Dáil debates
Wednesday, 9 April 2025
Saincheisteanna Tráthúla - Topical Issue Debate
Special Educational Needs
2:20 am
Fionntán Ó Súilleabháin (Wicklow-Wexford, Sinn Fein) | Oireachtas source
This June, a school in my parish, Ballyfad National School, will sadly be closing its doors, as the current sixth class student will move on to second level and the remaining student has secured a place in another school for sixth class next September. The Diocese of Ferns notified the Department of Education about the impending closure of Ballyfad school in recent weeks. It is a school in a beautiful setting overlooking Ballyfad Wood, a natural woodland, and the north Wexford and south Wicklow coastline. It has a high-speed broadband hub and community centre next door.
Like any rural school closure, it is a sad event for a building that has served the local community for 74 years since it replaced the old school on this site in 1950. As the Minister of State, Deputy Moynihan, knows, a rural school is the heartbeat of a local community. This school has so much history. It even produced a local GAA all-star. However, every cloud has a silver lining. There is huge community and political support on both sides of the Wexford-Wicklow border for this lovely building to be repurposed as a school for those with special or additional needs. The physical building is there and is very good. There is most certainly demand in this area, which is close to the Wexford-Wicklow border, between Arklow and Gorey, two very large towns. All we need now is for the Minister of State's Department to please look at this proposal and hopefully implement it.
I was a special education teacher and taught in Gaelscoil Moshíológ in Gorey. We recently gave a full school wing to allow the Department to establish Gorey Hill special school. The Tánaiste, Simon Harris, officially opened it just weeks ago. It has just 24 pupils. It is an excellent school. It will only be taking in six more pupils in September. Many primary schools in north Wexford and south Wicklow have early intervention units, which are basically preschool units for those with special needs. There is substantial demand for special school places in north Wexford and south Wicklow that Gorey Hill School would not have the capacity to cater for. As the Minister of State knows, last week, parents slept outside Leinster House, desperately demanding spaces for their children. As we all know, there has been a failure of successive governments to invest in special education, which has left many children with special needs without places that they urgently require.
I followed the debate last night and listened attentively to the Minister, Deputy McEntee. She outlined plans for the opening of quite a lot of new special schools. I ask the Minister of State, respectfully, if he would consider repurposing the Ballyfad National School building as a school for children with special or additional needs.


◆ What the exercise asks ◆
A word-for-word copy of the listing, free of images, is the expected answer.

** Opening Dataset extract block **

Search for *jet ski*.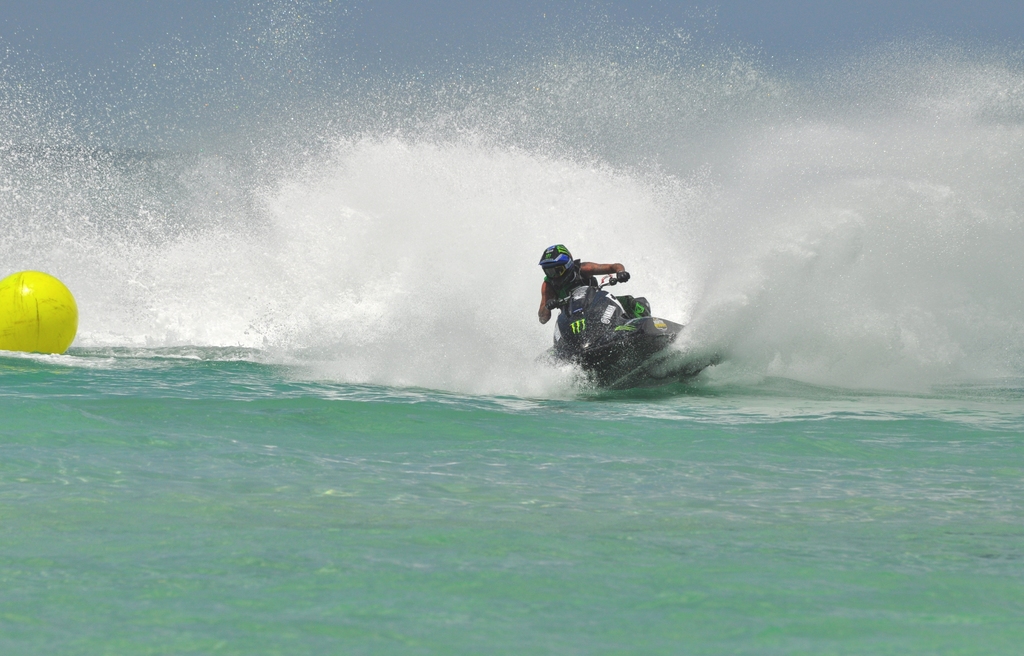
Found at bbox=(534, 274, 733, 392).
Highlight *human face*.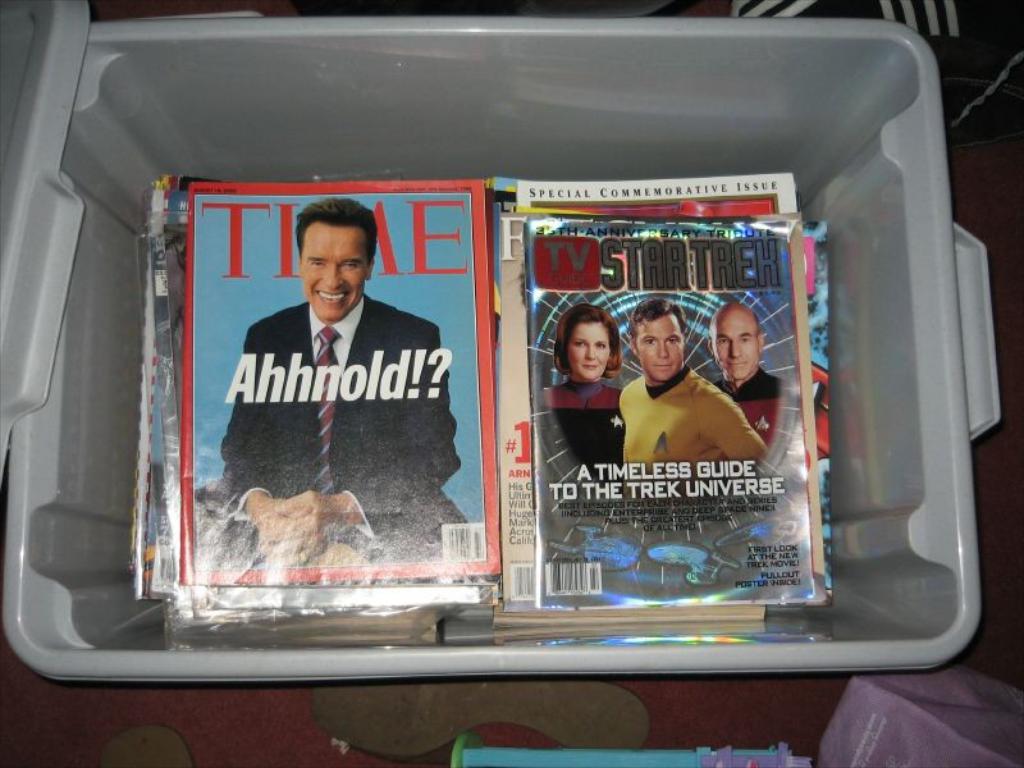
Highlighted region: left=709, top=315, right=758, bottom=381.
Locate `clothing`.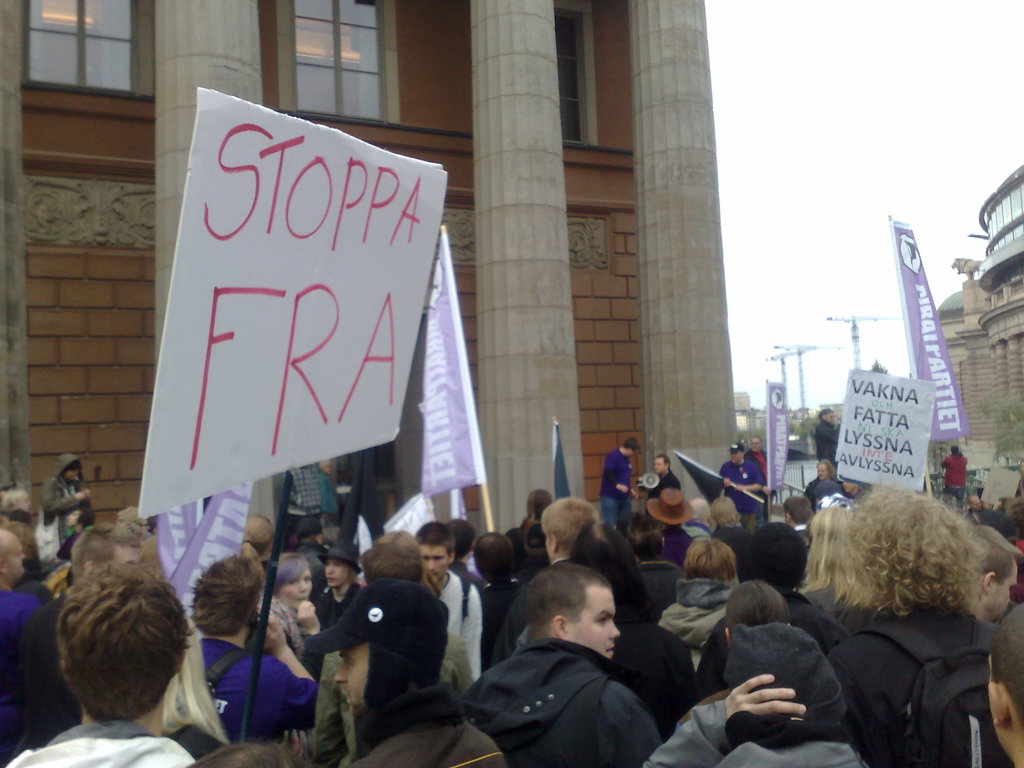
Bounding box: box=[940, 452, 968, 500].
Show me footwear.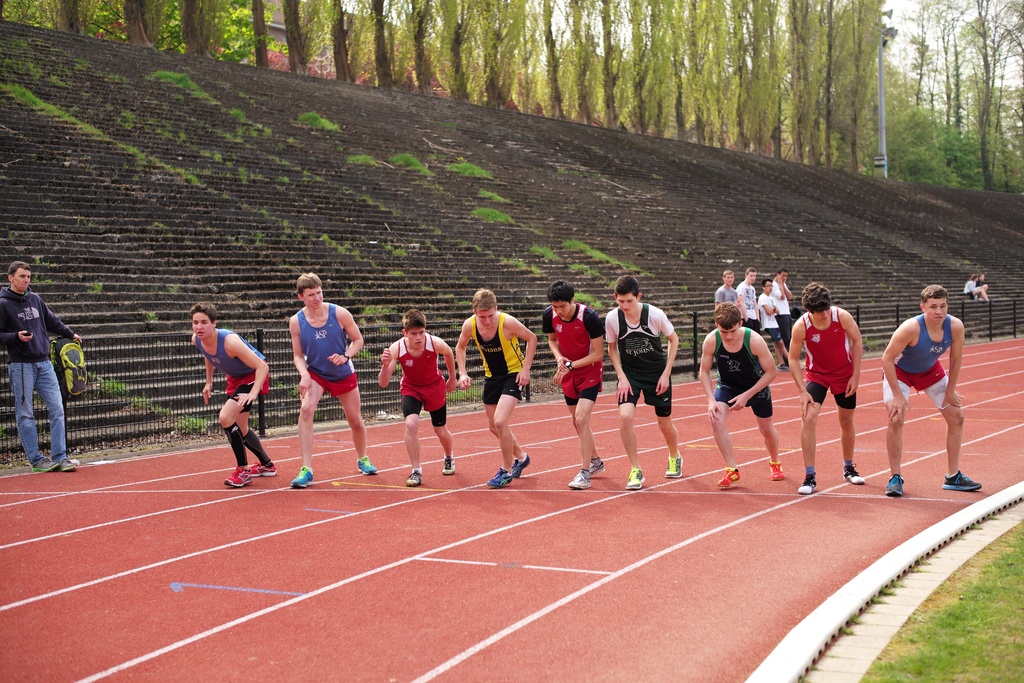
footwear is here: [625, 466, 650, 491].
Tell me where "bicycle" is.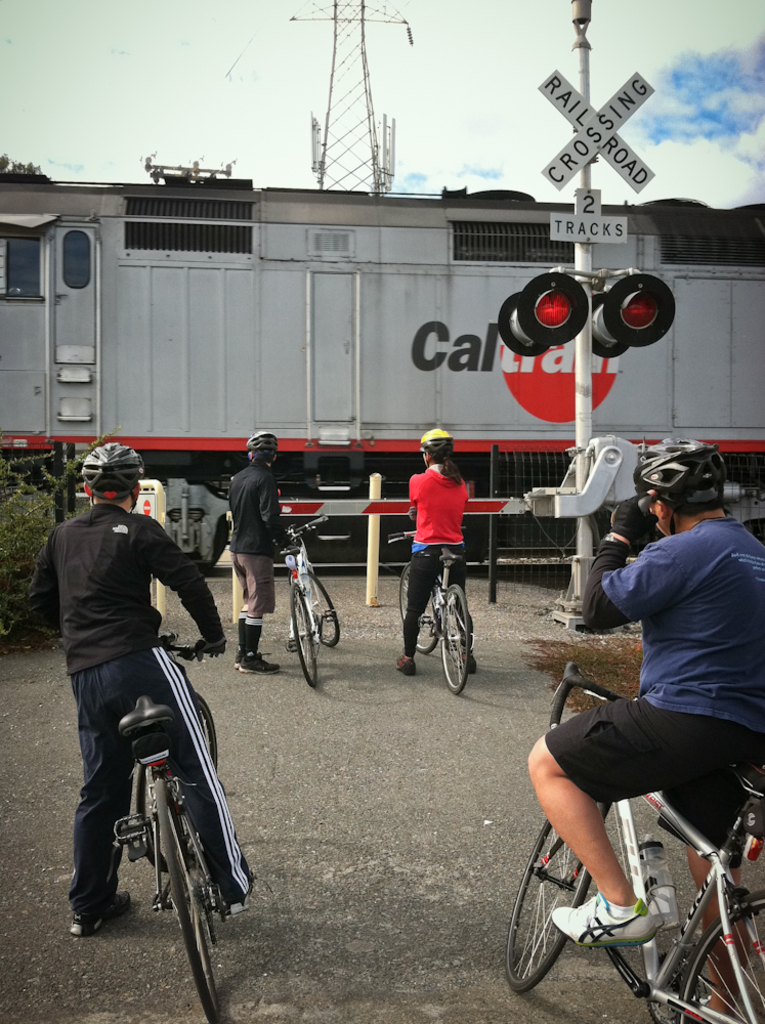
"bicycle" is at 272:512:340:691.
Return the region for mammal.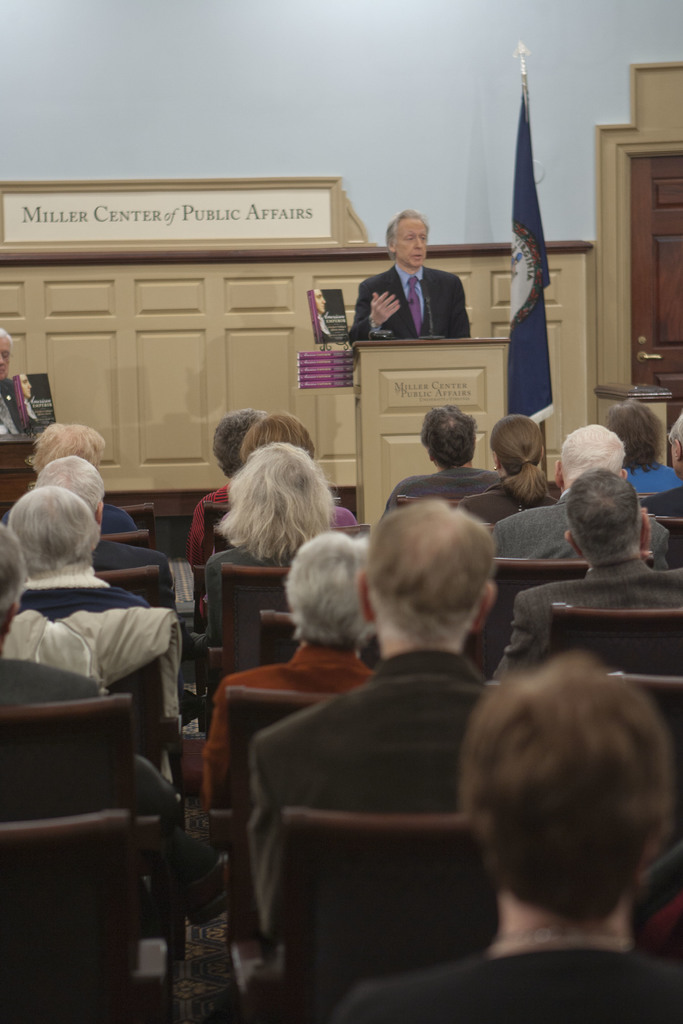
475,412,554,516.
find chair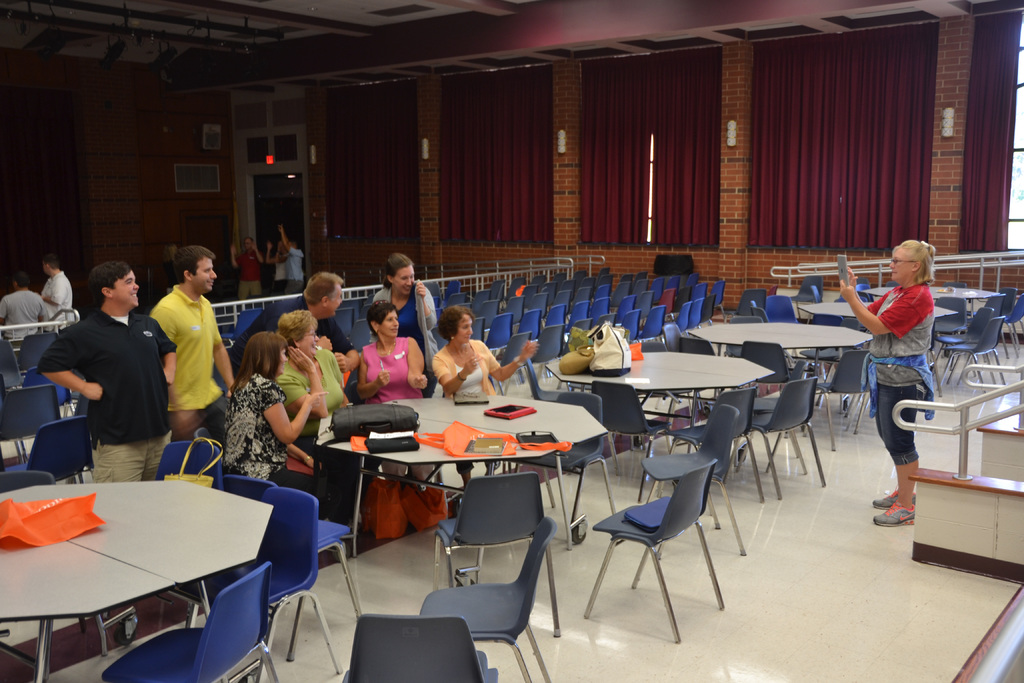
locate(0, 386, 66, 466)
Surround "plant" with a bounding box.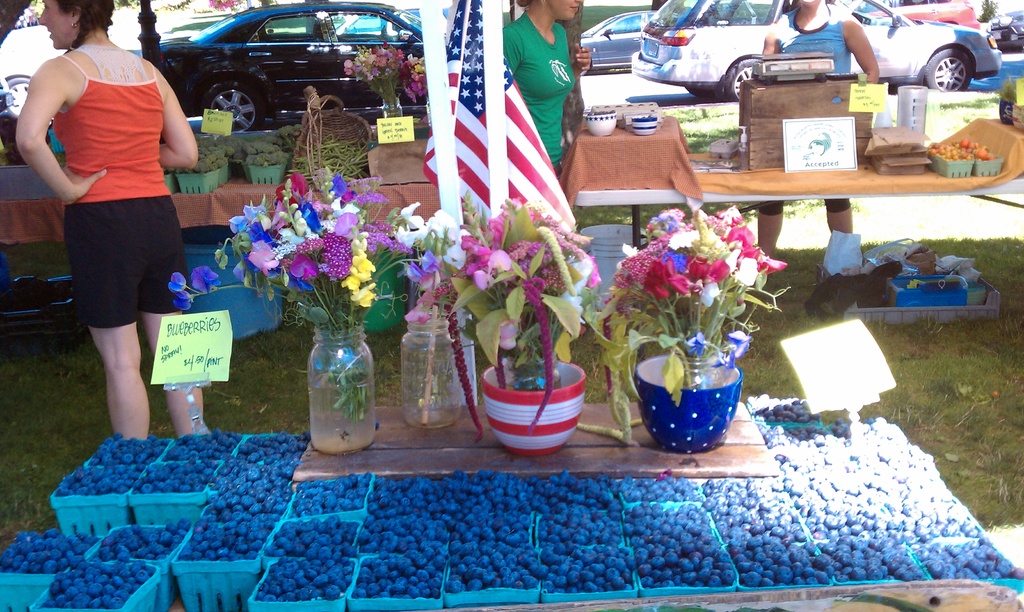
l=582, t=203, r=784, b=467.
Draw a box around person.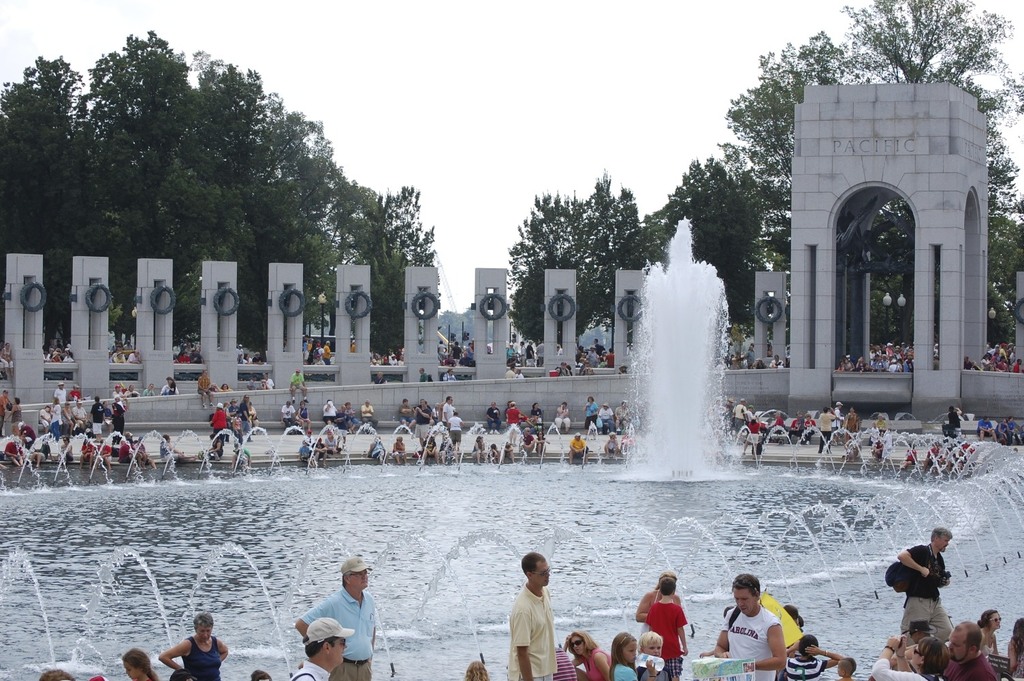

** Closing Dataset extract block **

◆ Problem solution ◆
Search for *jet ski*.
Found at bbox=(534, 274, 733, 392).
Highlight *human face*.
Highlighted region: left=709, top=315, right=758, bottom=381.
Locate `clothing`.
Bounding box: box=[940, 452, 968, 500].
Show me footwear.
footwear is here: [625, 466, 650, 491].
Tell me where "bicycle" is.
"bicycle" is at 272:512:340:691.
Return the region for mammal.
475,412,554,516.
find chair
locate(0, 386, 66, 466)
Surround "plant" with a bounding box.
l=582, t=203, r=784, b=467.
Draw a box around person.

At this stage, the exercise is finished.